I do the same thing. I use whatever@domain.email. The addresses are temporary if I want them to be and I can automatically lock the senders to a list that is either automatically learned after x days or manually curated. I've seen some 'marketing' mail get filtered but no hacks yet.


I’ve got amazon@domain.com email for my domain and I’ve never created such an account, much less given it out. Without some uniqueness in the username, I’m not sure you can tell a company sold or lost your data.


Spamming is a numbers game. I kinda doubt enough people are using this scheme to make figuring this out worthwhile for a spammer.


I've wondered about this with big companies like Facebook, Google, Amazon, etc. as well as behind-the-scenes spyware/ad firms who are all probably very interested in linking my identity across user accounts, email addresses, device fingerprints, etc. I've hoped that there aren't enough people doing it (yet) for these orgs to find it worth the effort.


There very much are companies doing this and selling it as a service...here's an API that you can query with a piece of contact information to retrieve all sorts of additional information, including hashes of alternate email addresses, mobile device ids, social media profiles, and plenty of other stuff: https://platform.fullcontact.com/docs/apis/enrich/person-ins...


At a certain point -- probably the moment it becomes a business unto itself -- this kind of data collection should be subject to all the same rules we've come up with for credit bureaus. It should be a legal requirement that I can get the entire profile they have built for me.


I was wondering specifically if they have special cases to identify such "personal" email domains and use them for record linkage.

It seems like an obvious thing to try, but maybe not worth the effort of implementing it, given the high risk of false positives and the low % of people who actually do stuff like this (not to mention they're probably not people who click on ads anyway).


Given the sheer amount of money involved, I believe it is likely that there are players in the market who are far more capable than we give them credit for.

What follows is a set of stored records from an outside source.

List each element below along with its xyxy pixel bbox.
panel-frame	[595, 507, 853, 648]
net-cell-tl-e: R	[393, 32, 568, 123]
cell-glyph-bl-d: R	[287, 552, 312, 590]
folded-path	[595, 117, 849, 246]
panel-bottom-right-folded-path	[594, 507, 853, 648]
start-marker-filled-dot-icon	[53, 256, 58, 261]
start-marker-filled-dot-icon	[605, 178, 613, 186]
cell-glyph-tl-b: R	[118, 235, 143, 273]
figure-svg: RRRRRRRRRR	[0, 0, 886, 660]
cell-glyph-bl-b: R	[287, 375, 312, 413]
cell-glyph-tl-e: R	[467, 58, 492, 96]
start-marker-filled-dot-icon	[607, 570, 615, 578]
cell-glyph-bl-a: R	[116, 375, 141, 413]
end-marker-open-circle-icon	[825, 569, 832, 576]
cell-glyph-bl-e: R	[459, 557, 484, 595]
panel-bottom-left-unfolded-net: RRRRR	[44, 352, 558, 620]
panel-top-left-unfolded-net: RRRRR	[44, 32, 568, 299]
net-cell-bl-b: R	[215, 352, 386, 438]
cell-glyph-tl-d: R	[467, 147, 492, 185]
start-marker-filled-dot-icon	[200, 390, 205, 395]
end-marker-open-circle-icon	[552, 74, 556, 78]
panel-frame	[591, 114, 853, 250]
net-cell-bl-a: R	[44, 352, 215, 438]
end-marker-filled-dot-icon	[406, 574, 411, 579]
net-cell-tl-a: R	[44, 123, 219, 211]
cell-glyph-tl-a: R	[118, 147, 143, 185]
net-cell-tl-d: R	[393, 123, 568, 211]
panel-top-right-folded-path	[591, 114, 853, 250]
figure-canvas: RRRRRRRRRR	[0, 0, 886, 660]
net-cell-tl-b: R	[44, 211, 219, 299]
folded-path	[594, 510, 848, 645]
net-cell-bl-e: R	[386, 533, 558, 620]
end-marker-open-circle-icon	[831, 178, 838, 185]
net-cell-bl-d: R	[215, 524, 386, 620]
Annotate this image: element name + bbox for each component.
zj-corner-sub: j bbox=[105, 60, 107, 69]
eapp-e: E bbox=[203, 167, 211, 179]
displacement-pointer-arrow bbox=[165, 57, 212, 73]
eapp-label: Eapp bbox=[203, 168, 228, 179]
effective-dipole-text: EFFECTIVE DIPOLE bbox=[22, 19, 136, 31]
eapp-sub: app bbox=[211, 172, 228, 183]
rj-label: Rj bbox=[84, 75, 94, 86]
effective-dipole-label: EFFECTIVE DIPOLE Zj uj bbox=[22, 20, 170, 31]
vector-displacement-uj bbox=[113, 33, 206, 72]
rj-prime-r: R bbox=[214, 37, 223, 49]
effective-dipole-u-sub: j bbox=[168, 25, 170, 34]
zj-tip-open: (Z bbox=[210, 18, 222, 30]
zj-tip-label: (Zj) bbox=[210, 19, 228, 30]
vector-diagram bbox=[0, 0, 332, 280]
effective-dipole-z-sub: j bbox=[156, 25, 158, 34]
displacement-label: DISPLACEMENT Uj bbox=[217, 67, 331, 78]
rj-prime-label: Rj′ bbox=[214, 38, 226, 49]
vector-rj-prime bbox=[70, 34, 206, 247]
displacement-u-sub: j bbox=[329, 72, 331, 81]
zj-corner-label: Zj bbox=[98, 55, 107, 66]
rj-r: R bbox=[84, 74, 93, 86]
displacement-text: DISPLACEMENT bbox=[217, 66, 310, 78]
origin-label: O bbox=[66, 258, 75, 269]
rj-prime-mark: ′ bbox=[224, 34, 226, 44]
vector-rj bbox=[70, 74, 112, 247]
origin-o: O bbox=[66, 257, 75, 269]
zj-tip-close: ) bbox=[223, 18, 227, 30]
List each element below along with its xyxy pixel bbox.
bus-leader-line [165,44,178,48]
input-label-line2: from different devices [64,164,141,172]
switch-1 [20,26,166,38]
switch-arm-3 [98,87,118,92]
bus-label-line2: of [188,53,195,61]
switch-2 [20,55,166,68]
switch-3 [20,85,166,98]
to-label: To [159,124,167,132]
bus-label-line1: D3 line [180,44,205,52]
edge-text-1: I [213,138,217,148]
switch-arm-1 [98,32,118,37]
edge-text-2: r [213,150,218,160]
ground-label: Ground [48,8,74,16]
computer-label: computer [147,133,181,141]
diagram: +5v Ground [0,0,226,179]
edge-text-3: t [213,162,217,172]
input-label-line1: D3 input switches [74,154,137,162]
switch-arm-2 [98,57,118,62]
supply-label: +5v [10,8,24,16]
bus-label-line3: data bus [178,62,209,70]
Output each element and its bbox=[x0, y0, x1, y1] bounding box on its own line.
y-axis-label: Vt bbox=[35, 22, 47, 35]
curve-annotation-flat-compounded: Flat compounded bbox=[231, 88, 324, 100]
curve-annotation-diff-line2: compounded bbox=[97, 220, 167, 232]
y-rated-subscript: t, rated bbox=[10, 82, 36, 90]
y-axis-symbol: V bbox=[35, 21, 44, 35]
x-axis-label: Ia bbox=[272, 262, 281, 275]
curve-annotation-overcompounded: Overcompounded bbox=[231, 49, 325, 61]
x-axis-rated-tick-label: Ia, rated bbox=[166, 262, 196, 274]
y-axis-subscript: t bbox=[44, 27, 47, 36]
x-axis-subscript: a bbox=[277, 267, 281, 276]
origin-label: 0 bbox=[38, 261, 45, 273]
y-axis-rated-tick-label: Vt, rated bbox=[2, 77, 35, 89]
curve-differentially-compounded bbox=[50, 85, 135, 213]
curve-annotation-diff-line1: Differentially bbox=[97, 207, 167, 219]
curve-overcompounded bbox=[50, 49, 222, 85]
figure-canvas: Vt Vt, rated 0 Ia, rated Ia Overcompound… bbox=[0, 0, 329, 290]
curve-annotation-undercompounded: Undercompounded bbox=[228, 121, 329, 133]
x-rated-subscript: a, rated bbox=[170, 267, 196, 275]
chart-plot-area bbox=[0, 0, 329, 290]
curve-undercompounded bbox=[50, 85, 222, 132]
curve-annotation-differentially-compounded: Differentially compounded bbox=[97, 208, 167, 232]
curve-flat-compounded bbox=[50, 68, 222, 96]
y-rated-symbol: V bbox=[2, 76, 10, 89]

I kinda imagine that spammer go for low hanging fruit. So spammers won’t bother with defeating a catchall domain forwarding, as it’s unlikely to give them returns. Although a motivated attacker might decide to try to send interesting phishing.


What do you use for email hosting? Ive tried to do something similar but most places have a limit for email addresses even with paid plans.


Fastmail does not seem to have any limit listed. I have not tested any extreme case since I just use a wildcard.